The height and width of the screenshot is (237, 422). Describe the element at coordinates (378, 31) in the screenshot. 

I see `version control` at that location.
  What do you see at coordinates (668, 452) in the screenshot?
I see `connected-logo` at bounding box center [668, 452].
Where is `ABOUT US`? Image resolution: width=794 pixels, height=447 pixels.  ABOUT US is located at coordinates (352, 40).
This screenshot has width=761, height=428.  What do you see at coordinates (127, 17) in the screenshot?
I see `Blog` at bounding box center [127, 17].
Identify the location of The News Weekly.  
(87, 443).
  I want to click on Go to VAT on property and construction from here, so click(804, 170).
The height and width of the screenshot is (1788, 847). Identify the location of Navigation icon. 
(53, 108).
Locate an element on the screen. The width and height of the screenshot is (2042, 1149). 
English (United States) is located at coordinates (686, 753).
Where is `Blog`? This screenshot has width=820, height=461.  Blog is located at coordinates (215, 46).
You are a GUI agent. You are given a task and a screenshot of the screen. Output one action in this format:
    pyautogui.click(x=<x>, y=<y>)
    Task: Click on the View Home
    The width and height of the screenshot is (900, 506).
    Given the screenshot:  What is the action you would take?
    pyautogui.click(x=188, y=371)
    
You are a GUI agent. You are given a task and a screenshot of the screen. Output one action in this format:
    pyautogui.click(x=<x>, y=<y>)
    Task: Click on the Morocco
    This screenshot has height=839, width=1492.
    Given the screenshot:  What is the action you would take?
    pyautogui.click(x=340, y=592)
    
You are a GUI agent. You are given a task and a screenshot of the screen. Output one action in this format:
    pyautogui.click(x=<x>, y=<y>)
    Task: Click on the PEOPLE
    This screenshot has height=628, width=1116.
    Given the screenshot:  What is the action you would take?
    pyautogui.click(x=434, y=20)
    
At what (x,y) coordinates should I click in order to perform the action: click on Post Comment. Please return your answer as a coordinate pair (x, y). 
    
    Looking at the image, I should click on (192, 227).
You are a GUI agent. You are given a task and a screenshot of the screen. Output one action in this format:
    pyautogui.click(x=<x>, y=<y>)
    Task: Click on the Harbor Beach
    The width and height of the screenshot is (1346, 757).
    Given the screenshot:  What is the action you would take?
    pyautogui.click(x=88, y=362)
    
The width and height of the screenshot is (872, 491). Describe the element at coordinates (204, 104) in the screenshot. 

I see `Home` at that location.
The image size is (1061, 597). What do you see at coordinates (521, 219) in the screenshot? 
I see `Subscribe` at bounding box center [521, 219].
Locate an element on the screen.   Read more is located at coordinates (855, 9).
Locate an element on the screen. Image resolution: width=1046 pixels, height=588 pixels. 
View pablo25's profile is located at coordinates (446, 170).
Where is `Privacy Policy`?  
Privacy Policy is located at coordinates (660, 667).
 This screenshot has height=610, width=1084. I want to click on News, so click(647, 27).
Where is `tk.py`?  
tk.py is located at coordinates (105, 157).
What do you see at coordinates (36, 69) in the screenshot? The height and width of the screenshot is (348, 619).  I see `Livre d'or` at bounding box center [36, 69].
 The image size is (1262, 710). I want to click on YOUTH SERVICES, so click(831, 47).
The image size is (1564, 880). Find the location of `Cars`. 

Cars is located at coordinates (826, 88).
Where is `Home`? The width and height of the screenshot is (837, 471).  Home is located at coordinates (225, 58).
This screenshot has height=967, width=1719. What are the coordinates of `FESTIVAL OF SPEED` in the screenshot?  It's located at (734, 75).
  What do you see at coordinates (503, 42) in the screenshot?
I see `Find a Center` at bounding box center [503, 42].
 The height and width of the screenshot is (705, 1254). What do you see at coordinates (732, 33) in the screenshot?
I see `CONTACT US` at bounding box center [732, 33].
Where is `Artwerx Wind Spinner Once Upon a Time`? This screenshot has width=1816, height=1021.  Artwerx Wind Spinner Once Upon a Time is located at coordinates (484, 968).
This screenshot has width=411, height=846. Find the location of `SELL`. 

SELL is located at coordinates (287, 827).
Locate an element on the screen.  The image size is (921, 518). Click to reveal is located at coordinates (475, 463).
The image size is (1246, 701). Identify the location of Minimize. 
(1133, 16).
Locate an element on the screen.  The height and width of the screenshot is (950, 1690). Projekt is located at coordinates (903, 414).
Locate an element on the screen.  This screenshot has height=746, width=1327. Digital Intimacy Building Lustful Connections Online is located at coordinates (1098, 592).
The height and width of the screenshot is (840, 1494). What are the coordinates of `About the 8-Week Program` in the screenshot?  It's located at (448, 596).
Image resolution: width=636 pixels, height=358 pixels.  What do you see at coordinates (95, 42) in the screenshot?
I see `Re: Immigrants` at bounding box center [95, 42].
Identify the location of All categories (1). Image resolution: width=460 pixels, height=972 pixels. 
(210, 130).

════════

• To do
In the material above, find the line with "Image resolution: width=636"; then retype it and every line after it through the last, exactly as written.

• Exercise result
Image resolution: width=636 pixels, height=358 pixels.  What do you see at coordinates (95, 42) in the screenshot?
I see `Re: Immigrants` at bounding box center [95, 42].
Identify the location of All categories (1). Image resolution: width=460 pixels, height=972 pixels. 
(210, 130).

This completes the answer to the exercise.